22
Feb

Enough to make an Orang Utan laugh

The Oil Drum reports that bio-fuel use increases CO2 emission.

“It is estimated that production of one ton of palm oil will result in an average emission of 20 tons of CO2 from peat decomposition alone – not taking into account the emissions from fire and other CO2 emissions during the production cycle. The Netherlands alone imported at least 400,000 tons of palm oil to meet its Kyoto target for 2005, thus actually increasing [its] greenhouse gas emissions.”

But I thought bio-fuel was carbon neutral.

“[In Indonesia] 600 million tons [of CO2 emission] is caused by decomposition of dry peat (a process that will continue until all peat has disappeared) and 1400 million tons is lost through the annual fires.

The country emits more than India, more than Russia, and several times more than the UK or Germany. It emits more than all the efforts of western countries to reduce greenhouse gases under the Kyoto Protocol.”

So we’ll be emitting a bit less CO2, and Indonesia will increase its output astronomically, and destroy its environment.

“In 2001 Malaysia’s production of 7 million tons of crude palm oil generated 9.9 million tons of solid oil wastes, palm fiber, and shells, and 10 million tons of palm oil mill effluent, a polluted mix of crushed shells, water, and fat residues that has been shown to have a negative impact on aquatic ecosystems.”

So a factory tree plantation is in itself a pollutant?

By promoting bio-fuel, the AGW promoters are actually increasing CO2 pollution, and if the EC and Indonesia classify oil palm plantations as ‘forest’ as proposed, our governments will be financing the destruction of rainforest and an increase in CO2 emission – and the end of the Orang Utan.

Possibly related posts:

  1. When is an oil palm plantation a rainforest?
  2. EPA passes out $7.8 million to combat non-existent Anthropogenic Global Warming
  3. Cap-and-trade will increase CO2 emissions
  4. Cow farts and Dr Pachauri
  5. George Will: The Climate-Change Travesty

5 Responses to “Enough to make an Orang Utan laugh”

  1. Henry chance says:

    In China they suggest burning corn stalks and roughage for heat. (less coal)In America, they are now clamoring for cellulosic ethanol. Both processes deplete the soils and hamper soil fertility. You can suggest dangerous farming methods and act like they solve problems because most city peiople do not have a clue.
    I understand this farming and see it is just as bad as overgrazing by sheep.

  2. ADE says:

    Money,Money,Money,forget global warming ,its ALL about the MONEY.
    Greenpeace and WLF hung by their own publicity of LIES.

  3. Graham says:

    The trouble with the word burn is that the gas CO2 is usually the result.
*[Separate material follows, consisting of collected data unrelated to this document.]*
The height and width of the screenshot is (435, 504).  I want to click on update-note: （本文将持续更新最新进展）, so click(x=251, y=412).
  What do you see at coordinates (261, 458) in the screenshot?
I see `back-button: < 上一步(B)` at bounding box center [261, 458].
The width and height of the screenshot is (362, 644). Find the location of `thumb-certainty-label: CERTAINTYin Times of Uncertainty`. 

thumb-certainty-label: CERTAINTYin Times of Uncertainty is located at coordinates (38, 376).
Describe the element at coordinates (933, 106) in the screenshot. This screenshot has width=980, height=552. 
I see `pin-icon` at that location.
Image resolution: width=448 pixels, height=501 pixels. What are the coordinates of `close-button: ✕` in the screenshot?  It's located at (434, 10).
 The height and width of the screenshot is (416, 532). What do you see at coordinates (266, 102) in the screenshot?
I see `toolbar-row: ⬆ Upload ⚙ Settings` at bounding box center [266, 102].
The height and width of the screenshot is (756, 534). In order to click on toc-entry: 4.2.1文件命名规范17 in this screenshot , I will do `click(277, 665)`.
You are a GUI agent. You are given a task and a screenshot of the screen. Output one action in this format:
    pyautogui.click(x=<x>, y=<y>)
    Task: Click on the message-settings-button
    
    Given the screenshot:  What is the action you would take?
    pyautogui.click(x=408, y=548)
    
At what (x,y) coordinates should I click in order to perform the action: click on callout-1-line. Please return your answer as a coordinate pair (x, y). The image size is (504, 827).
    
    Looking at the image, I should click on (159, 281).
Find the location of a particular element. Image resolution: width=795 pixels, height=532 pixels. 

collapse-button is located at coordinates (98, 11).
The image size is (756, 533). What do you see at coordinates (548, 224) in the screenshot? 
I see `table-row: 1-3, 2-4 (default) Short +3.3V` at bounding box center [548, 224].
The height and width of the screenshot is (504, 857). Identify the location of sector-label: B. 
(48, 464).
    Go near a fossil fuel and burning creates CO2, but if it’s a bio-fuel they still use the word ‘burn’ but miss out that it also creates CO2.

    There may be advantages in some apects of bio-fuel production and disadvantages in other aspects and overall the only benefit is in reducing our dependence on fossil fuels, but it’s hardly worth losing the last of the world’s virgin rainforest habitats for, and I’m no environmentalist.

  4. bart says:

    Although I’m very skeptical about AGW and wholeheartedly support the message of this blog, I’m actually pro-biofuel and know that different sources have different efficacy. The reason I’m really pro-biofuel is not greenhouse concerns, but energy security concerns. We should never be held hostage by countries with backward dictatorships like Iran and Venezuela. The path to stabilized energy prices and energy independence definitely involves carbon neutral biofuels (algal biofuel in particular)…whether or not AGW is real.

  5. Tel says:

    Bart,

    As it turns our I completely agree with you. One day (not too far from now) the oil will become prohibitively expensive (it will never actually run out, just become gradually more scarce). We will need to switch to alternatives. However, fairyland science will not help us handle any difficult technological situation. While our heads of state waste their time and our money wringing hands over CO2, we cannot make intelligent decisions about alternative energy.

    In Australia we have CO2 accounting set such that ripping up a field of wheat and allowing scrub to grow over the field is a carbon “credit” even when the scrub burns back to bare earth in 10 years when a bushfire goes through (as inevitably fires go through all scrub sooner or later). You can shoot feral camels all day and have no accounted impact on methane production, but if you capture and domesticate those same camels you need to buy a permit for the “additional” methane production. These sort of insanities inject wacko false signals into the market, which in turn will induce the government to attempt correction with more and more regulation.

    Thus, we must first get science itself back on the rails, and return the policy discussion to evidence-based decisions and a free market in real goods (not a pretend market in unaccountable permit certificates). Only then can we move forward in alternative energy policy (and you know that coal is still looking pretty darn good as an energy source for at least the next 50 years).